Book

My monograph, Open-Access, Multimodality, and Writing Center Studies, is available to purchase on Amazon. Chapter Five of the text is available open-access, and can be read/downloaded here.

Open-Access, Multimodality, and Writing Center studies was nominated for the 2018 IWCA Outstanding Book Award.

Book Cover

Comments about Open-Access from 2018 IWCA Award Committee Reviewers

“This book makes an outstanding contribution to writing center scholarship. The author uses different methodological approaches to understand how the knowledge-construction and knowledge-spreading works in writing center studies. In a certain way, it is an archeology of knowledge because the book allows to see how an academic community is built over the time. I think this is a significant effort that also has the possibility of transfer in other fields of knowledge.

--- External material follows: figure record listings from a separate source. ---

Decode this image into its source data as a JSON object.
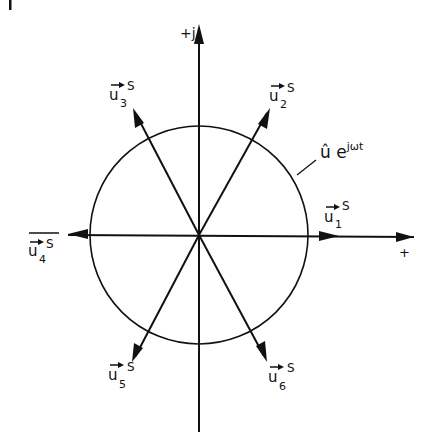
{
  "figure_marker": "I",
  "axes": {
    "imag_label": "+j",
    "real_label": "+"
  },
  "circle_label": {
    "base": "û e",
    "exponent": "jωt"
  },
  "vectors": [
    {
      "name": "u",
      "index": "1",
      "superscript": "S",
      "angle_deg": 0
    },
    {
      "name": "u",
      "index": "2",
      "superscript": "S",
      "angle_deg": 60
    },
    {
      "name": "u",
      "index": "3",
      "superscript": "S",
      "angle_deg": 120
    },
    {
      "name": "u",
      "index": "4",
      "superscript": "S",
      "angle_deg": 180,
      "overbar": true
    },
    {
      "name": "u",
      "index": "5",
      "superscript": "S",
      "angle_deg": 240
    },
    {
      "name": "u",
      "index": "6",
      "superscript": "S",
      "angle_deg": 300
    }
  ],
  "colors": {
    "ink": "#111111",
    "background": "#ffffff"
  }
}
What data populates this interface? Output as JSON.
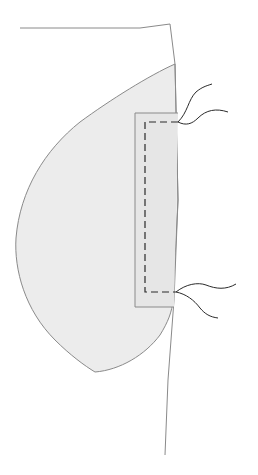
{
  "diagram": {
    "title": "",
    "type": "sewing-illustration",
    "colors": {
      "background": "#ffffff",
      "outline": "#8a8a8a",
      "fabric_fill": "#ececec",
      "stitch": "#2a2a2a",
      "thread": "#2a2a2a"
    },
    "elements": [
      {
        "name": "garment-panel",
        "label": ""
      },
      {
        "name": "pocket-bag",
        "label": ""
      },
      {
        "name": "pocket-facing",
        "label": ""
      },
      {
        "name": "stitch-line",
        "label": ""
      },
      {
        "name": "thread-tail-top",
        "label": ""
      },
      {
        "name": "thread-tail-bottom",
        "label": ""
      }
    ]
  }
}
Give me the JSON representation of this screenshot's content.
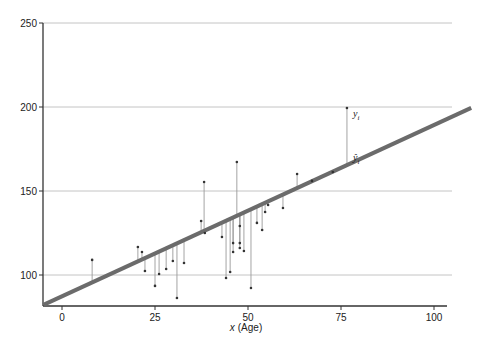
{
  "chart_data": {
    "type": "scatter",
    "title": "",
    "xlabel_var": "x",
    "xlabel": "(Age)",
    "ylabel": "",
    "xlim": [
      -5,
      110
    ],
    "ylim": [
      81.5,
      250
    ],
    "grid": {
      "horizontal": true,
      "vertical": false
    },
    "x_ticks": [
      0,
      25,
      50,
      75,
      100
    ],
    "y_ticks": [
      100,
      150,
      200,
      250
    ],
    "x_tick_labels": [
      "0",
      "25",
      "50",
      "75",
      "100"
    ],
    "y_tick_labels": [
      "100",
      "150",
      "200",
      "250"
    ],
    "regression_line": {
      "intercept": 87.3,
      "slope": 1.02,
      "x_start": -5,
      "x_end": 110
    },
    "points": [
      {
        "x": 8.1,
        "y": 109.0
      },
      {
        "x": 20.4,
        "y": 116.7
      },
      {
        "x": 21.5,
        "y": 113.7
      },
      {
        "x": 22.3,
        "y": 102.4
      },
      {
        "x": 25.0,
        "y": 93.5
      },
      {
        "x": 26.1,
        "y": 100.6
      },
      {
        "x": 28.0,
        "y": 103.6
      },
      {
        "x": 29.8,
        "y": 108.3
      },
      {
        "x": 30.9,
        "y": 86.3
      },
      {
        "x": 32.8,
        "y": 107.1
      },
      {
        "x": 37.4,
        "y": 132.1
      },
      {
        "x": 38.2,
        "y": 155.4
      },
      {
        "x": 38.4,
        "y": 125.0
      },
      {
        "x": 43.0,
        "y": 122.6
      },
      {
        "x": 44.1,
        "y": 98.2
      },
      {
        "x": 45.2,
        "y": 101.8
      },
      {
        "x": 46.0,
        "y": 119.0
      },
      {
        "x": 46.0,
        "y": 113.7
      },
      {
        "x": 47.0,
        "y": 167.3
      },
      {
        "x": 47.8,
        "y": 129.2
      },
      {
        "x": 47.8,
        "y": 119.0
      },
      {
        "x": 47.8,
        "y": 116.1
      },
      {
        "x": 48.9,
        "y": 114.3
      },
      {
        "x": 50.8,
        "y": 92.3
      },
      {
        "x": 52.4,
        "y": 131.0
      },
      {
        "x": 53.8,
        "y": 126.8
      },
      {
        "x": 54.6,
        "y": 137.5
      },
      {
        "x": 55.4,
        "y": 141.7
      },
      {
        "x": 59.4,
        "y": 139.9
      },
      {
        "x": 63.2,
        "y": 160.1
      },
      {
        "x": 67.2,
        "y": 156.0
      },
      {
        "x": 72.8,
        "y": 161.3
      },
      {
        "x": 76.6,
        "y": 199.4
      }
    ],
    "highlighted_point_index": 32,
    "annotations": [
      {
        "text": "y",
        "subscript": "i",
        "target": "observed"
      },
      {
        "text": "ŷ",
        "subscript": "i",
        "target": "fitted"
      }
    ],
    "colors": {
      "regression_line": "#6b6b6b",
      "residual_lines": "#9a9a9a",
      "points": "#333333",
      "grid": "#c4c4c4",
      "axis": "#333333"
    }
  }
}
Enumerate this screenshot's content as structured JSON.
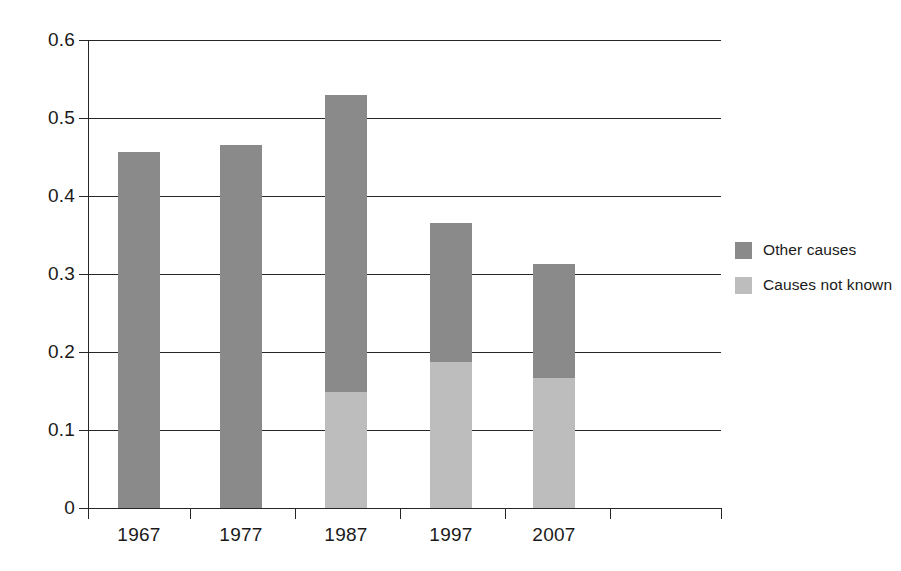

The reflection about open access and multimodality is innovative in relationship with writing center studies.” 

“This text is well-researched, and despite its seemingly narrow focus, it has larger implications for writing centers as a community of practice and a field that is professionalizing in the ways we think about theory, research, and access. It also connects to larger issues in higher education and education at large asking us to consider why and how we gatekeep information and support systems that may be problematic in their power dynamics.”

“Questions of access are not only timely, but critical: students (and, let’s face it, faculty and administrators) are experiencing greater financial strain than ever before – and Buck’s book takes to task the ways in which limiting access in the service of ‘rarified air’ does a profound disservice to those most in need of resources. Buck argues for a conscious, conscientious approach to how we share, publicize or profit upon our own work – and she leads by example, making her book open-access.”

“The questions raised in this text about who has access to which publications, who submits publications to which journals and why, and who is published where and why are incredibly important. The reality is that secondary school teachers don’t have the time or resources to access a lot of the more ‘prestigious’ publications that aren’t open-access, and they don’t have the time to devote to publishing – let alone the expectation to publish- that those in higher ed do have…From a SSWC director’s perspective, I think this text is incredibly important and helps to advance the work done in our field.”